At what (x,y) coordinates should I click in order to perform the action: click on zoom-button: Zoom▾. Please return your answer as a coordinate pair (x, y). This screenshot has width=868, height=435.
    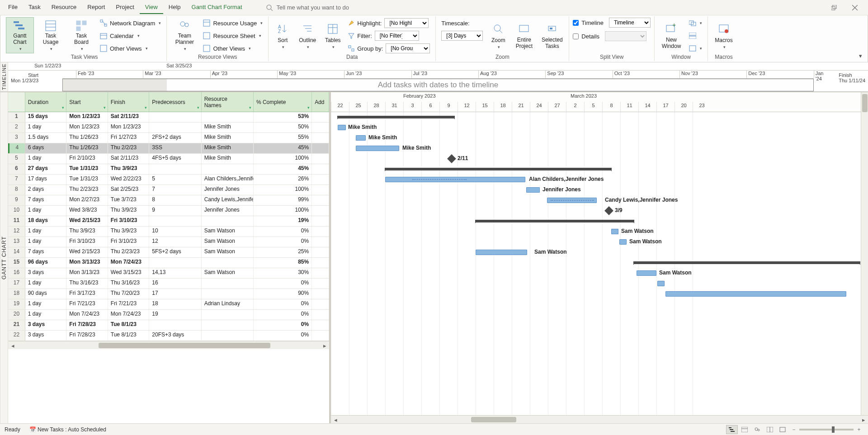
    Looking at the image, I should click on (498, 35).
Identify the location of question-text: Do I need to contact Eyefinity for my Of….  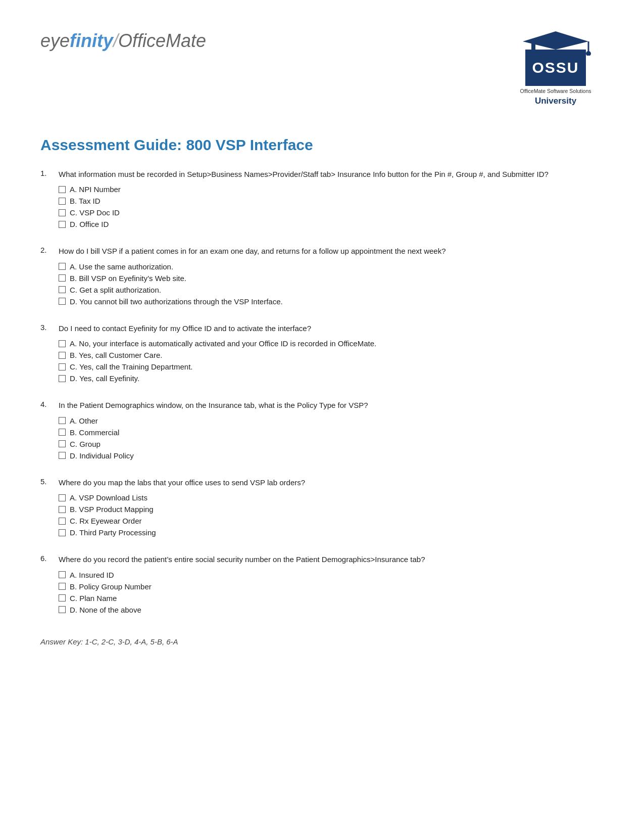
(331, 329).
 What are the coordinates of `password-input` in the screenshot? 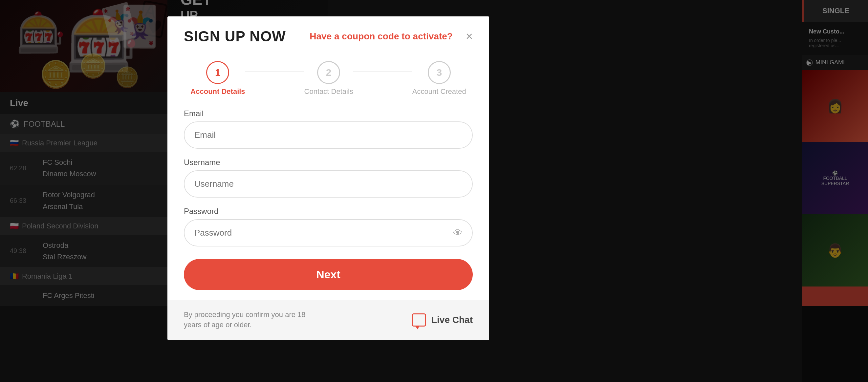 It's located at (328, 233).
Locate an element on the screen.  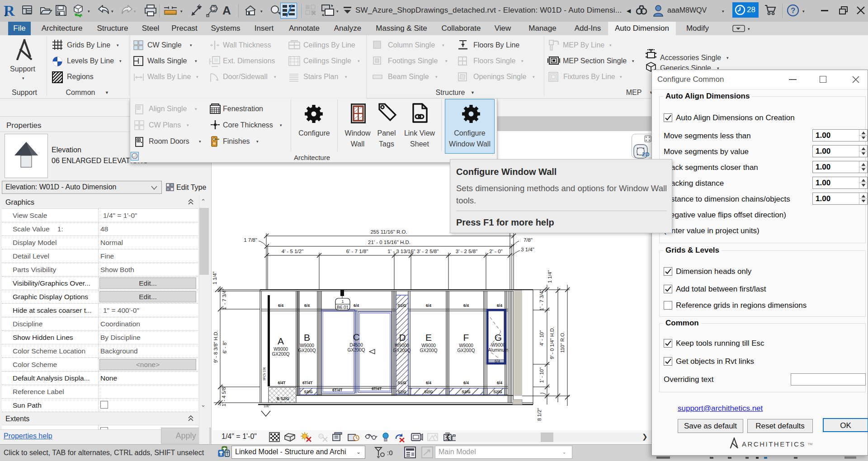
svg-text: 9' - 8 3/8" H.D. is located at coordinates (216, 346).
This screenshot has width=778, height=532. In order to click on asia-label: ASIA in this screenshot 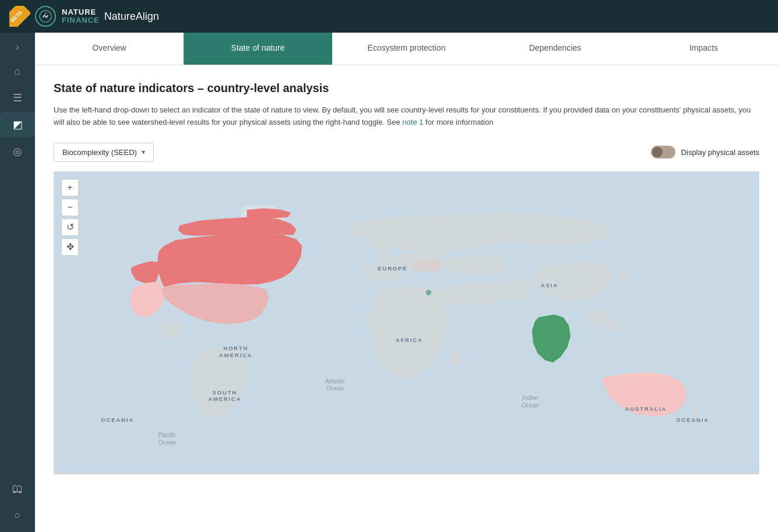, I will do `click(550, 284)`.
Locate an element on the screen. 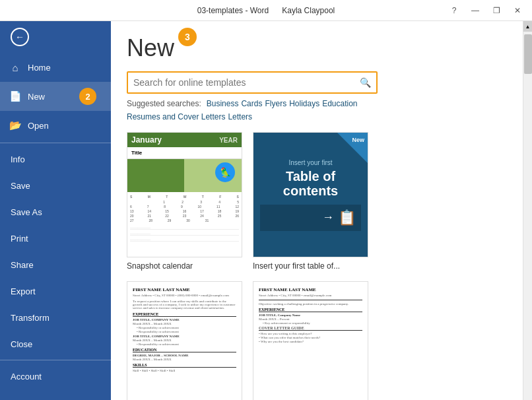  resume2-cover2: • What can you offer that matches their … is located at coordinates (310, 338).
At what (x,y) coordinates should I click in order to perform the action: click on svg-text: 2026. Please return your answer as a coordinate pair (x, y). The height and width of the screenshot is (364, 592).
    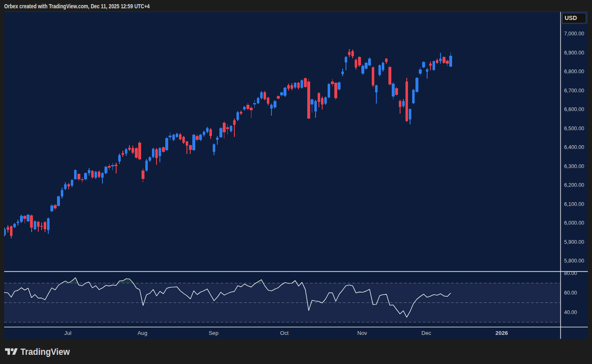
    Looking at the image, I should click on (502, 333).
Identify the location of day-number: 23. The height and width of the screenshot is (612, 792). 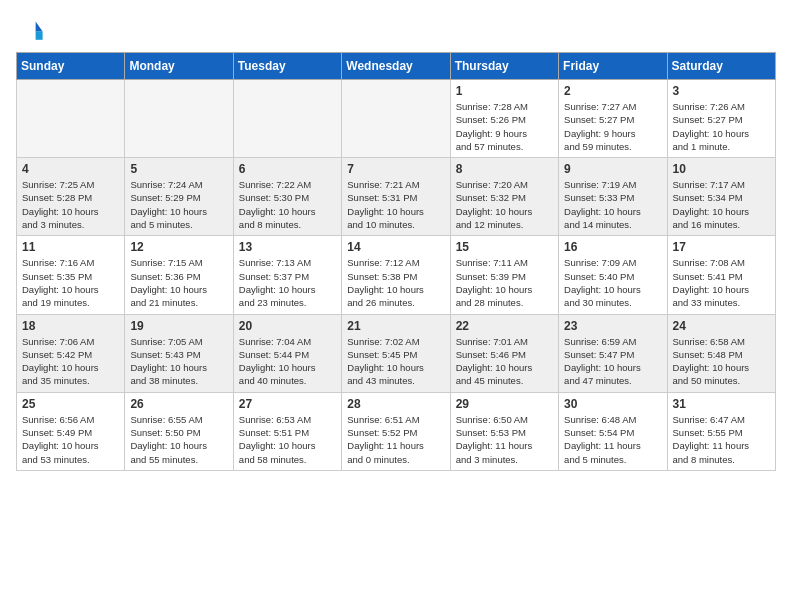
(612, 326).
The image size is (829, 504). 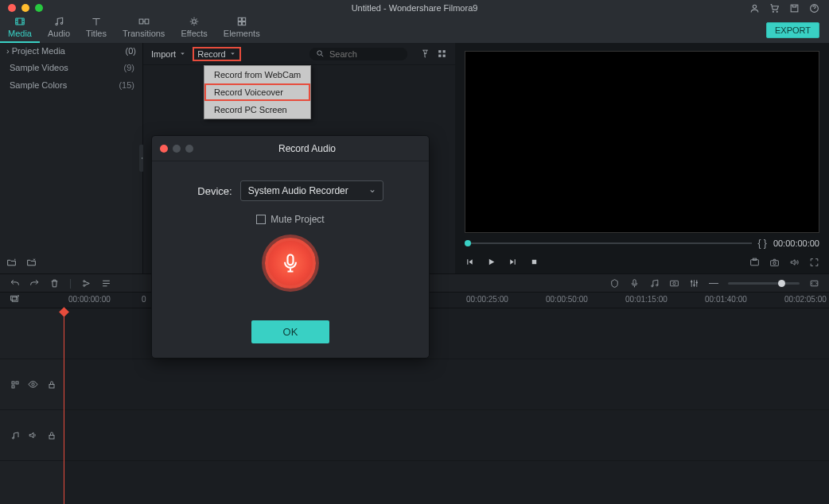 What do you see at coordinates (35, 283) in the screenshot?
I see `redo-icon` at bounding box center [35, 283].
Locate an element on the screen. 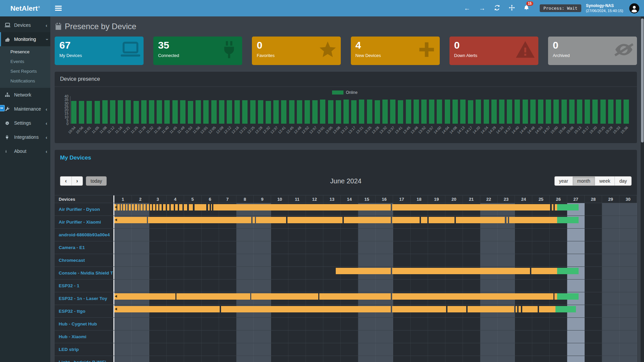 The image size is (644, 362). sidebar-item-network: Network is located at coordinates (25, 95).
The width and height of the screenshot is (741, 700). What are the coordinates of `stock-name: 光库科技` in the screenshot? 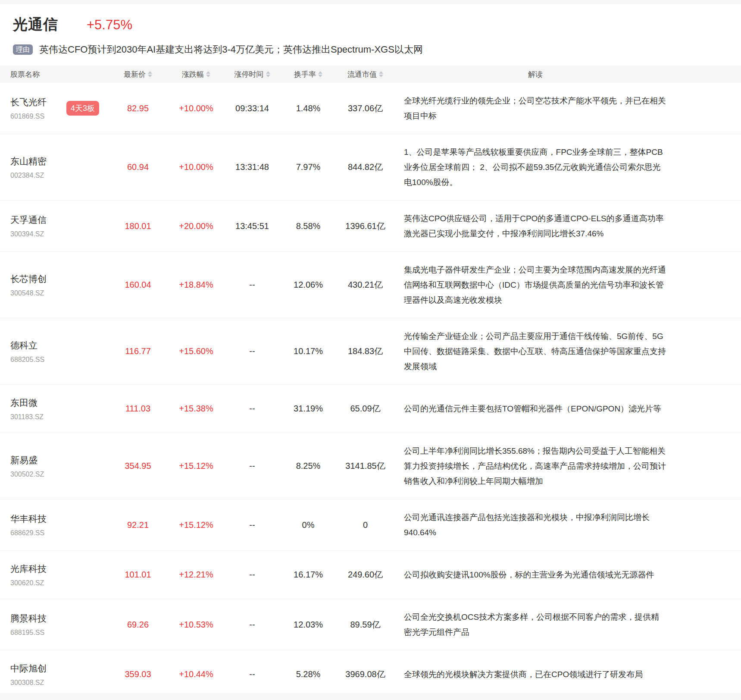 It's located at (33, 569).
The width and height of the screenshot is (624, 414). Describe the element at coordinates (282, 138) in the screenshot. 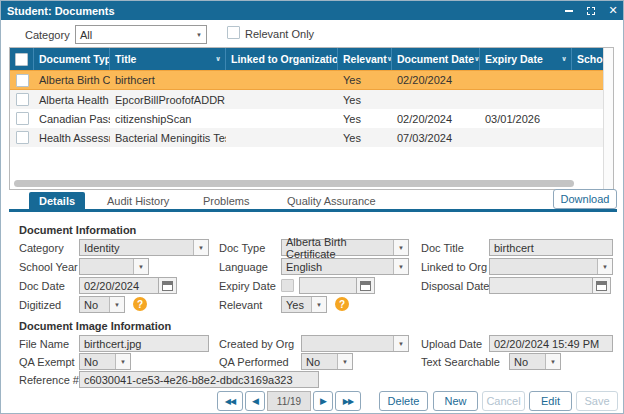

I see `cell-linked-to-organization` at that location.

###

[EXERCISE AIM]:
Once you find the line containing "The width and height of the screenshot is (624, 414).", retype it and every line after it through the last line of the records above, exactly. Add nothing else, and leave out the pictures.

[THE ANSWER]:
The width and height of the screenshot is (624, 414). Describe the element at coordinates (282, 138) in the screenshot. 

I see `cell-linked-to-organization` at that location.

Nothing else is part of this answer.